Internet amateur actually had big label deal —
Marie Digby has been one of YouTube's greatest stars. She started posting videos of herself performing covers of popular songs. Just her sitting in front of the camera, singing away and playing the guitar. Soon her videos were getting millions of page views, and her popularity allowed her to get a track on iTunes.
This success endeared her to the internet, who saw her as one of their own. She was a real talent who had succeeded on the strength of her ability alone. She wasn't one of those creations of the recording industry's hype machine.
But
an article in the Wall Street Journal reveals that she actually was a creation of the recording industry all along.
a press release last week from Walt Disney Co.'s Hollywood Records label declared: "Breakthrough YouTube Phenomenon Marié Digby Signs With Hollywood Records." What the release failed to mention is that Hollywood Records signed Ms. Digby in 2005, 18 months before she became a YouTube phenomenon. Hollywood Records helped devise her Internet strategy, consulted with her on the type of songs she chose to post, and distributed a high-quality studio recording of "Umbrella" to iTunes and radio stations.
The record label devised the strategy of building buzz by posting amateur-style videos of her on YouTube, and her connection with the record label was hidden or downplayed.
Marie Digby, in response to the article, has apparently been claiming that she never hid her connection with Hollywood Records, but from the quotations in the article, it certainly appears as if she constantly presented herself as a "lucky nobody" who just posted some videos online and then got noticed.
Well, at least it was really her singing in the videos. (Thanks, Bob!)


• WORK INSTRUCTIONS:
Text only, exactly as given: reproduce the entries below without their pictures.

• THE INPUT:
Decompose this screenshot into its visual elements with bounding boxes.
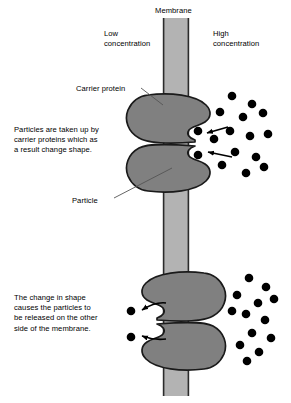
pocket-particles-upper	[194, 127, 203, 160]
carrier-protein-release	[142, 272, 226, 370]
label-high-concentration: High concentration	[213, 29, 259, 48]
transport-diagram: Membrane Low concentration High concentr…	[0, 0, 291, 403]
label-membrane: Membrane	[155, 6, 192, 16]
label-carrier-protein: Carrier protein	[76, 84, 125, 94]
label-particle: Particle	[72, 196, 98, 206]
particle-cloud-lower	[228, 274, 279, 366]
carrier-protein-uptake	[126, 94, 210, 192]
annotation-release: The change in shape causes the particles…	[14, 293, 98, 334]
diagram-canvas	[0, 0, 291, 403]
annotation-uptake: Particles are taken up by carrier protei…	[14, 125, 99, 156]
label-low-concentration: Low concentration	[104, 29, 150, 48]
particle-cloud-upper	[210, 92, 273, 178]
released-particles	[127, 307, 136, 342]
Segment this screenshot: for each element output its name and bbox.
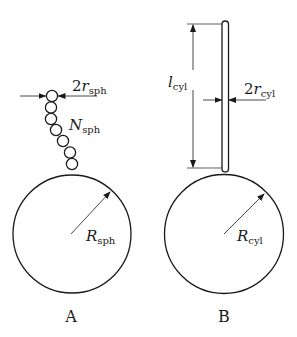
radius-label-a: Rsph bbox=[85, 227, 116, 246]
bead bbox=[50, 124, 61, 135]
panel-b: lcyl 2rcyl Rcyl B bbox=[165, 21, 284, 326]
bead bbox=[45, 102, 56, 113]
bead bbox=[46, 90, 57, 101]
diameter-label: 2rcyl bbox=[244, 80, 275, 99]
bead-diameter-label: 2rsph bbox=[72, 77, 107, 96]
cylinder-rod bbox=[222, 21, 229, 172]
large-sphere-a bbox=[13, 175, 131, 293]
bead bbox=[45, 113, 56, 124]
bead bbox=[66, 158, 77, 169]
length-label: lcyl bbox=[168, 73, 187, 92]
bead bbox=[57, 135, 68, 146]
bead bbox=[64, 147, 75, 158]
panel-a: 2rsph Nsph Rsph A bbox=[13, 77, 131, 326]
caption-a: A bbox=[64, 307, 77, 326]
chain-count-label: Nsph bbox=[68, 116, 101, 135]
diagram-canvas: 2rsph Nsph Rsph A lcyl 2rcyl Rcyl bbox=[0, 0, 297, 337]
caption-b: B bbox=[218, 307, 230, 326]
radius-label-b: Rcyl bbox=[236, 227, 263, 246]
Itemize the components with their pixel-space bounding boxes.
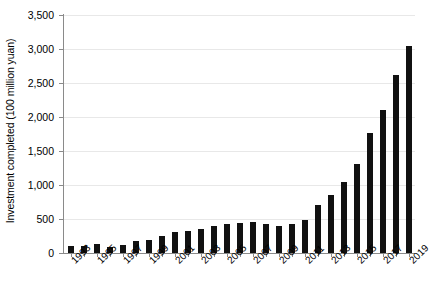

• SOLUTION:
Decompose this screenshot into its visual elements with bounding boxes.
pocket-particles-upper	[194, 127, 203, 160]
carrier-protein-release	[142, 272, 226, 370]
label-high-concentration: High concentration	[213, 29, 259, 48]
transport-diagram: Membrane Low concentration High concentr…	[0, 0, 291, 403]
label-membrane: Membrane	[155, 6, 192, 16]
label-carrier-protein: Carrier protein	[76, 84, 125, 94]
label-particle: Particle	[72, 196, 98, 206]
particle-cloud-lower	[228, 274, 279, 366]
carrier-protein-uptake	[126, 94, 210, 192]
annotation-release: The change in shape causes the particles…	[14, 293, 98, 334]
diagram-canvas	[0, 0, 291, 403]
annotation-uptake: Particles are taken up by carrier protei…	[14, 125, 99, 156]
label-low-concentration: Low concentration	[104, 29, 150, 48]
particle-cloud-upper	[210, 92, 273, 178]
released-particles	[127, 307, 136, 342]
Segment this screenshot: for each element output its name and bbox.
radius-label-a: Rsph bbox=[85, 227, 116, 246]
bead bbox=[50, 124, 61, 135]
panel-b: lcyl 2rcyl Rcyl B bbox=[165, 21, 284, 326]
bead bbox=[45, 102, 56, 113]
bead bbox=[46, 90, 57, 101]
diameter-label: 2rcyl bbox=[244, 80, 275, 99]
bead-diameter-label: 2rsph bbox=[72, 77, 107, 96]
cylinder-rod bbox=[222, 21, 229, 172]
large-sphere-a bbox=[13, 175, 131, 293]
bead bbox=[45, 113, 56, 124]
bead bbox=[66, 158, 77, 169]
length-label: lcyl bbox=[168, 73, 187, 92]
bead bbox=[57, 135, 68, 146]
bead bbox=[64, 147, 75, 158]
panel-a: 2rsph Nsph Rsph A bbox=[13, 77, 131, 326]
caption-a: A bbox=[64, 307, 77, 326]
chain-count-label: Nsph bbox=[68, 116, 101, 135]
diagram-canvas: 2rsph Nsph Rsph A lcyl 2rcyl Rcyl bbox=[0, 0, 297, 337]
caption-b: B bbox=[218, 307, 230, 326]
radius-label-b: Rcyl bbox=[236, 227, 263, 246]
Itemize the components with their pixel-space bounding boxes.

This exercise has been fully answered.